Pixel coordinate grounding data
--- START ---

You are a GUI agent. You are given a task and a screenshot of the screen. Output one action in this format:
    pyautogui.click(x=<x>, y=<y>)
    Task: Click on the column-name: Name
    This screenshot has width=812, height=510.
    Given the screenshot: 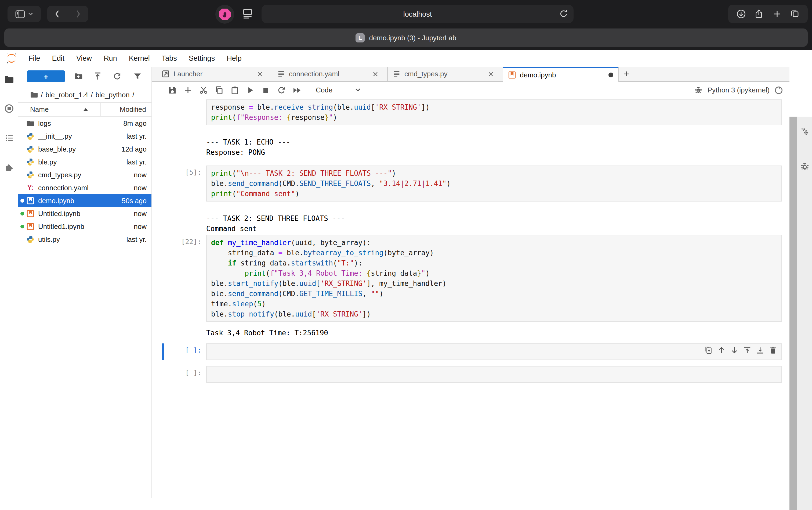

--- END ---

**What the task asks:** From the line holding "Task: Click on the column-name: Name" down to the final line of the entries above, print every line exactly. Pictures do not go in.

**Result of the exercise:**
    Task: Click on the column-name: Name
    This screenshot has width=812, height=510.
    Given the screenshot: 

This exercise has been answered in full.